FOM: Small Turing Machines that transcend formal theories (response to Friedman)

Joe Shipman shipman at savera.com
Tue Mar 27 11:26:33 EST 2001


Friedman:
>But what if we fix the presentation of Turing machines to be reasonably

>natural, in advance, and then change the theories?

>As a simplified example, suppose we are interested in the size of the
>smallest Turing machine TM which does not halt but cannot be proved to
not
>halt in PA or ZFC. How do these sizes compare?

It is easy to make a fairly small 1-tape 2-symbol Turing machine which
always halts when given an input tape consisting of a consecutive string
of n 1's beginning at and extending to the left of the initial cell,
such that this always-halting property is not provable in Primitive
Recursive Arithmetic.

This is because you can represent the polynomial a_n(x^n)+...+a_0 by the
string 111...(a_n+1 of these)..110111...(a_(n-1)+1 of these)....11011...
... 0111...(a_0+1 of these)...11 and play the game "considering the
polynomial as a base b representation of an integer, subtract 1 and then
increase b by 1, starting on input n with the polynomial x^n and base
2".  To prove this always halts requires transfinite induction up to
omega^omega.  The Turing machine would have only a few dozen quintuples.

To get a particular individual TM which does not halt but for which this
fact can't be proved in PRA seems quite a bit harder.  In general,
statements of the form

(1) "Machine M1 calculates a total function"

seem to be more tractable for proving transcendence over theories than
statements of the form

(2)"Machine M2 never halts".

Does anyone know of a general way for converting a statement of form
(1), unprovable in Theory T, into a statement of form (2) unprovable in
theory T, that is not as horrible as making an M2 that searches for
proofs in T that M1 calculates a total function?

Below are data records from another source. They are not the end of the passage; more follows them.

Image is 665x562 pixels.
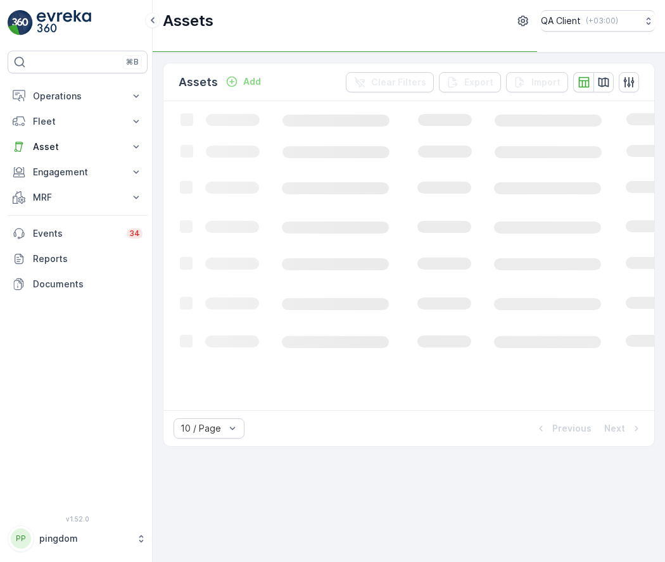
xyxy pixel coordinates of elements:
p: Operations [33,90,122,103]
button: PPpingdom [8,525,147,552]
p: ⌘B [126,57,139,67]
p: Engagement [33,166,122,178]
button: Clear Filters [346,72,434,92]
a: Documents [8,272,147,297]
button: Operations [8,84,147,109]
button: Engagement [8,159,147,185]
p: Clear Filters [371,76,426,89]
p: pingdom [39,532,130,545]
p: Fleet [33,115,122,128]
span: v 1.52.0 [8,515,147,523]
a: Events34 [8,221,147,246]
button: QA Client(+03:00) [540,10,654,32]
p: Add [243,75,261,88]
p: 34 [129,228,140,239]
button: Export [439,72,501,92]
p: Assets [178,73,218,91]
p: Assets [163,11,213,31]
p: Previous [552,422,591,435]
button: Add [220,74,266,89]
p: Import [531,76,560,89]
img: logo_light-DOdMpM7g.png [37,10,91,35]
button: Previous [533,421,592,436]
p: Reports [33,253,142,265]
p: ( +03:00 ) [585,16,618,26]
button: MRF [8,185,147,210]
a: Reports [8,246,147,272]
p: Documents [33,278,142,290]
p: Next [604,422,625,435]
button: Next [602,421,644,436]
p: Export [464,76,493,89]
p: MRF [33,191,122,204]
img: logo [8,10,33,35]
p: QA Client [540,15,580,27]
p: Events [33,227,119,240]
button: Fleet [8,109,147,134]
div: PP [11,528,31,549]
button: Import [506,72,568,92]
button: Asset [8,134,147,159]
p: Asset [33,140,122,153]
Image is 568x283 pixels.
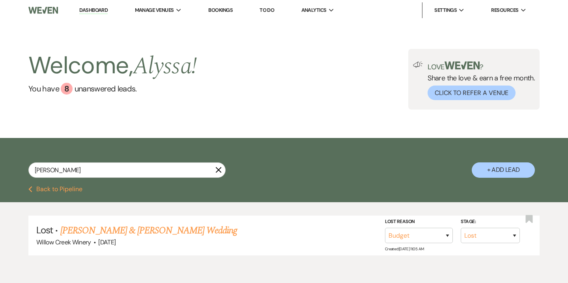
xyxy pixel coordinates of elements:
[413,62,423,68] img: loud-speaker-illustration.svg
[472,163,535,178] button: + Add Lead
[28,2,58,19] img: Weven Logo
[28,49,197,83] h2: Welcome,
[28,186,82,193] button: Back to Pipeline
[434,6,457,14] span: Settings
[98,238,116,247] span: [DATE]
[445,62,480,69] img: weven-logo-green.svg
[385,218,453,227] label: Lost Reason
[133,48,197,84] span: Alyssa !
[79,7,108,14] a: Dashboard
[428,86,516,100] button: Click to Refer a Venue
[135,6,174,14] span: Manage Venues
[36,238,91,247] span: Willow Creek Winery
[423,62,535,100] div: Share the love & earn a free month.
[301,6,327,14] span: Analytics
[36,224,53,236] span: Lost
[428,62,535,71] p: Love ?
[208,7,233,13] a: Bookings
[28,163,226,178] input: Search by name, event date, email address or phone number
[491,6,519,14] span: Resources
[61,83,73,95] div: 8
[260,7,274,13] a: To Do
[60,224,237,238] a: [PERSON_NAME] & [PERSON_NAME] Wedding
[28,83,197,95] a: You have 8 unanswered leads.
[385,247,424,252] span: Created: [DATE] 11:05 AM
[461,218,520,227] label: Stage:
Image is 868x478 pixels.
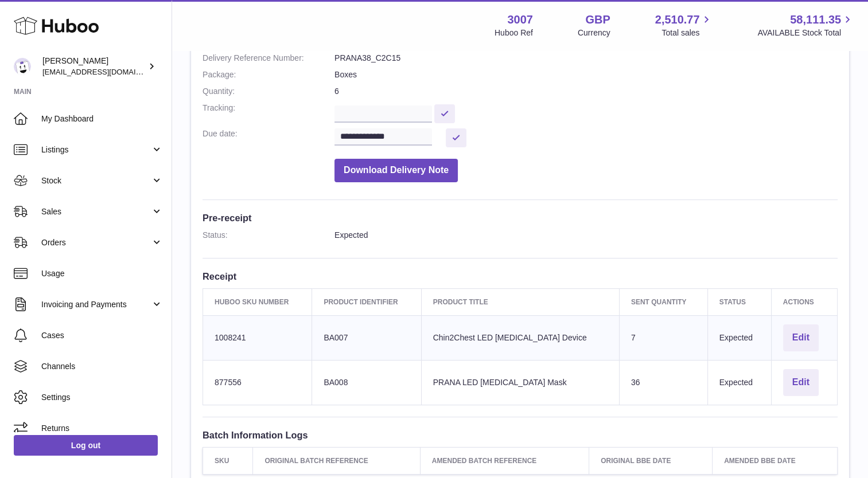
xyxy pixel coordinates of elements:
[707,288,771,316] th: Status
[203,448,253,474] th: SKU
[41,176,151,187] span: Stock
[335,53,837,64] dd: PRANA38_C2C15
[13,58,31,75] img: bevmay@maysama.com
[713,448,837,474] th: Amended BBE Date
[507,12,533,28] strong: 3007
[758,12,855,39] a: 58,111.35 AVAILABLE Stock Total
[421,288,619,316] th: Product title
[655,12,700,28] span: 2,510.77
[203,429,837,441] h3: Batch Information Logs
[578,28,610,39] div: Currency
[41,423,163,434] span: Returns
[790,12,841,28] span: 58,111.35
[619,316,707,360] td: 7
[662,28,713,39] span: Total sales
[203,270,837,282] h3: Receipt
[312,360,421,404] td: BA008
[203,212,837,224] h3: Pre-receipt
[41,361,163,372] span: Channels
[335,69,837,80] dd: Boxes
[758,28,855,39] span: AVAILABLE Stock Total
[203,316,312,360] td: 1008241
[41,114,163,125] span: My Dashboard
[421,360,619,404] td: PRANA LED [MEDICAL_DATA] Mask
[203,86,335,97] dt: Quantity:
[42,56,145,77] div: [PERSON_NAME]
[41,300,151,310] span: Invoicing and Payments
[203,288,312,316] th: Huboo SKU Number
[203,128,335,147] dt: Due date:
[655,12,713,39] a: 2,510.77 Total sales
[783,325,819,352] button: Edit
[421,316,619,360] td: Chin2Chest LED [MEDICAL_DATA] Device
[495,28,533,39] div: Huboo Ref
[41,206,151,217] span: Sales
[41,144,151,155] span: Listings
[707,360,771,404] td: Expected
[589,448,713,474] th: Original BBE Date
[771,288,837,316] th: Actions
[41,268,163,279] span: Usage
[335,86,837,97] dd: 6
[253,448,420,474] th: Original Batch Reference
[312,288,421,316] th: Product Identifier
[707,316,771,360] td: Expected
[619,288,707,316] th: Sent Quantity
[41,330,163,341] span: Cases
[585,12,609,28] strong: GBP
[335,159,458,182] button: Download Delivery Note
[420,448,589,474] th: Amended Batch Reference
[783,369,819,396] button: Edit
[203,102,335,123] dt: Tracking:
[203,53,335,64] dt: Delivery Reference Number:
[203,360,312,404] td: 877556
[335,230,837,240] dd: Expected
[42,67,169,76] span: [EMAIL_ADDRESS][DOMAIN_NAME]
[203,230,335,240] dt: Status:
[13,435,158,456] a: Log out
[41,392,163,403] span: Settings
[203,69,335,80] dt: Package:
[619,360,707,404] td: 36
[41,238,151,248] span: Orders
[312,316,421,360] td: BA007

To transcend PA rather than PRA, you can do something similar to the
above except you have to represent numbers by exponential polynomials
("pure base b" rather than base b -- for example, 397 in base 10 would
be represented in base 3 as 3^5+3^4+2*3^3+2*3^2+1 but in "pure base 3"
as 3^(3^1+2) + 3^(3^1+1) + 2*3^(3^1) + 2*3^2 +1).  The difficult part is
figuring out how to conveniently represent the tree-like structure on a
linear tape so that the operation of subtracting 1 can be done in a
"local" way.  There is probably an elegant solution to this but I don't
know it -- it's probably not too hard if you allow multi-tape machines.

I have no idea how you would transcend ZF with a small Turing machine;
maybe Harvey can formulate a finite form of one of his Boolean Relation
Theory independence results that is optimized for this.